Thanks to Rabbi Yitzchok Adlerstein for mentioning this in one of his blog postings. Rabbi Adlerstein’s blog can be read here: http://tinyurl.com/CrossCurrentsAdlerstein
J. R. R. Tolkien (the author of the Lord of the Rings) openly opposed Adolf Hitler and the Nazi Party prior to the Second World War. In 1938, the German publishing house Rütten & Loening Verlag was preparing to release The Hobbit in Nazi Germany, but to Tolkien's outrage, he was asked beforehand whether he was of Aryan origin. In a letter to his British publisher Stanley Unwin, he condemned Nazi "race-doctrine" and anti-Semitism as "wholly pernicious and unscientific". He added that he was considering giving no response and "letting a German translation go hang!" He provided two letters to Rütten & Loening and instructed Unwin to send whichever he preferred. Only one of these letters, the less tactful of the two, is known to survive. In this letter, Tolkien began by denying any affiliation with the Indo-Aryans.
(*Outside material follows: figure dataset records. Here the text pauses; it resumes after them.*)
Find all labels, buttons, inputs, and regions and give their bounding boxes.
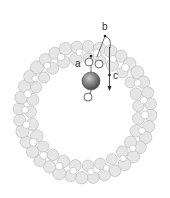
small-grain <box>70 167 77 174</box>
grain <box>47 149 58 160</box>
small-grain <box>29 138 37 146</box>
tracked-particle-0 <box>85 58 93 66</box>
small-grain <box>57 53 64 60</box>
grain <box>82 40 94 52</box>
tracked-particle-2 <box>84 93 92 101</box>
small-grain <box>140 96 147 103</box>
grain <box>107 154 118 165</box>
small-grain <box>32 75 39 82</box>
small-grain <box>120 155 126 161</box>
grain <box>39 72 50 83</box>
small-grain <box>130 145 137 152</box>
label-c: c <box>113 70 118 81</box>
small-grain <box>76 49 83 56</box>
small-grain <box>40 152 48 160</box>
grain <box>38 141 50 153</box>
marker-dot-b <box>104 35 107 38</box>
grain <box>31 82 42 93</box>
small-grain <box>103 165 110 172</box>
grain <box>109 165 121 177</box>
marker-dot-a <box>90 55 93 58</box>
small-grain <box>23 121 30 128</box>
small-grain <box>109 55 116 62</box>
small-grain <box>22 106 29 113</box>
grain <box>130 88 142 100</box>
label-a: a <box>75 58 81 69</box>
tracked-particle-1 <box>95 60 103 68</box>
small-grain <box>55 162 63 170</box>
small-grain <box>141 111 149 119</box>
intruder-sphere <box>82 72 100 90</box>
small-grain <box>139 127 146 134</box>
small-grain <box>87 168 94 175</box>
granular-ring-diagram: a b c <box>0 0 170 198</box>
grain <box>76 172 88 184</box>
small-grain <box>134 79 141 86</box>
small-grain <box>121 64 129 72</box>
small-grain <box>24 90 32 98</box>
small-grain <box>44 62 51 69</box>
label-b: b <box>102 21 108 32</box>
arrow-head-icon <box>108 86 112 91</box>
Tolkien chastised the publishers, and—ever the professor of philology— lectured them on the proper meaning of the term: “As far as I am aware none of my ancestors spoke Hindustani, Persian, Gypsy, or any related dialects.”
“But if I am to understand that you are enquiring whether I am of Jewish origin, I can only reply that I regret that I appear to have no ancestors of that gifted people…..I cannot, however, forbear to comment that if impertinent and irrelevant inquiries of this sort are to become the rule in matters of literature, then the time is not far distant when a German name will no longer be a source of pride.”
Tolkien was regular fare I read to my children as along ago as 40 years in the past. NOW I HAVE EVEN MORE REASON TO ADORE THIS TALENTED AND COURAGEOUS AUTHOR! VIVA J.R.R.!!!